• 2 Posts
  • 16 Comments
Joined 11 months ago
cake
Cake day: January 13th, 2024

help-circle




  • Careful with that one. Big pharma killed my cat once.

    My cat came down with Feline Infectious Peritonitis which is a coronavirus that is lethal to cats when the virus mutates and becomes FIP. FIP is 100% fatal without treatment, and there is now a treatment (originally developed at UC Davis) that is now owned by a big pharma company. They shut down the feline clinical trials in 2020 because they also make Remdesivir, and there was a concern that if there were any problems with the feline drug trial, the FDA might not approve Remdesivir for COVID. You can buy the drug on the internet from China, but it’s a 12 week course of twice daily injections, and you’re gambling on whether you got a good batch every time you get a shipment.

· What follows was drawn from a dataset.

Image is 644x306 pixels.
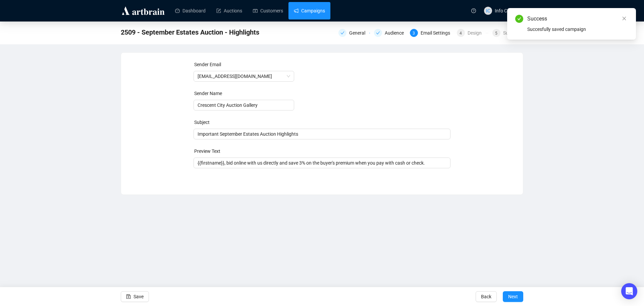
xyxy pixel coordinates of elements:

    By the time we found this out, it was too late to save our kitty, so he crossed the rainbow bridge.


  • Unfortunately, the swing to the right and the rise of shit like “Blue Lives Matter” has changed this in some places. When I was in the western part of Virginia for school, there was a local car dealership called “Pinkerton” and I saw their dealership license plate frames and emblem on a LOT of cars in the area. Many of those cars also had the Gadsden vanity plates and a bunch of blue lives matter, trump, etc. stickers on them.


  • The Biden SAVE plan actually made a massive change that makes it a lot more viable, especially if you do the PSLF program. It’s set up so that if you’re on an income-driven repayment plan, any interest not covered by your payment does not capitalize. So you might not make any progress on the principal of the loan while you’re in residency, but it won’t spiral out of control and the reduced payments count towards the 120 PSLF payments. I’m planning on doing a 3 year residency at minimum, maybe more, and probably a fellowship as well, so I’ll have 5 years of reduced payments, and then I’ll be working in non-profit community/county hospitals after that so I’ll be able to use PSLF. Running the numbers, I think the government will be eating about $275k-$300k of my loans.


  • From a medical student: There is a different problem coming up with the production of more physicians. There are more new medical schools opening and existing medical schools are increasing class sizes…but the number of residencies has barely moved in decades. Residencies are funded through Medicare and the number of them is determined by appropriation bills in congress. There are some privately-funded residencies being created, but a lot of those are hideously low quality and being used as a source of indentured servitude by for-profit health groups like HCA. (They won’t even hire their own graduates from their emergency medicine residencies because the quality of the training is so poor.)

    And if you don’t complete a residency, you can’t practice independently. You have to have a board certification from an accredited residency to be able to practice medicine, and the only alternatives are working under supervision like a PA/NP…or working for the insurance companies. And you still have a mortgage’s worth of student loans to pay off.

    A lot of the doctors working for the insurance companies are ones that couldn’t get into residencies or ones that have not kept up with continuing medical education and likely do not have active board certification anymore.


  • In fairness to their argument, I have actually seen serious consequences from the mass theft of baby formula. When I worked in a children’s hospital, we had babies coming in with malnutrition problems because they required a special formula that was completely unavailable. The parents couldn’t buy the formula because it was out of stock at every store they were able to get to with the transportation and time available to them.

    People stealing massive amounts of formula cause massive problems because the specialty formulas are hard to find to begin with, and these people are clearing out store shelves to sell it overseas.

    The wealthy parents that live in nicer neighborhoods with fancier stores and fewer problems with shoplifting don’t run into this issue. It the poor families in food deserts that are most impacted by this kind of mass theft, and they’re the families least able to work around it by just going to another store to buy it.








  • I’m not outright trying to be contrarian, but for some older people or people with things like arthritis, foot injuries, hip injuries, etc. walking or running on a treadmill is vastly less painful than walking or running on concrete.

    There is absolutely a huge commercialization problem with fitness and health in the western world (and in America in particular), but if going to a climate-controlled gym and getting your steps in on a treadmill or elliptical is what it takes to get you to exercise, I’m all for it.

    For the potato chips, that’s really sleazy of the gym, but I do want people to know that even if you don’t/can’t make a bunch of changes to your diet and you don’t lose weight, getting exercise of any kind as often as you are able is still a positive thing for your heart and metabolic health. Please don’t let being fat, or out of shape, or an inability to overhaul your diet prevent you from doing something positive for your health. Losing weight and keeping it off is really only possible through major lifestyle change, and, for a lot of people, the only sustainable way to make the necessary changes is one at a time.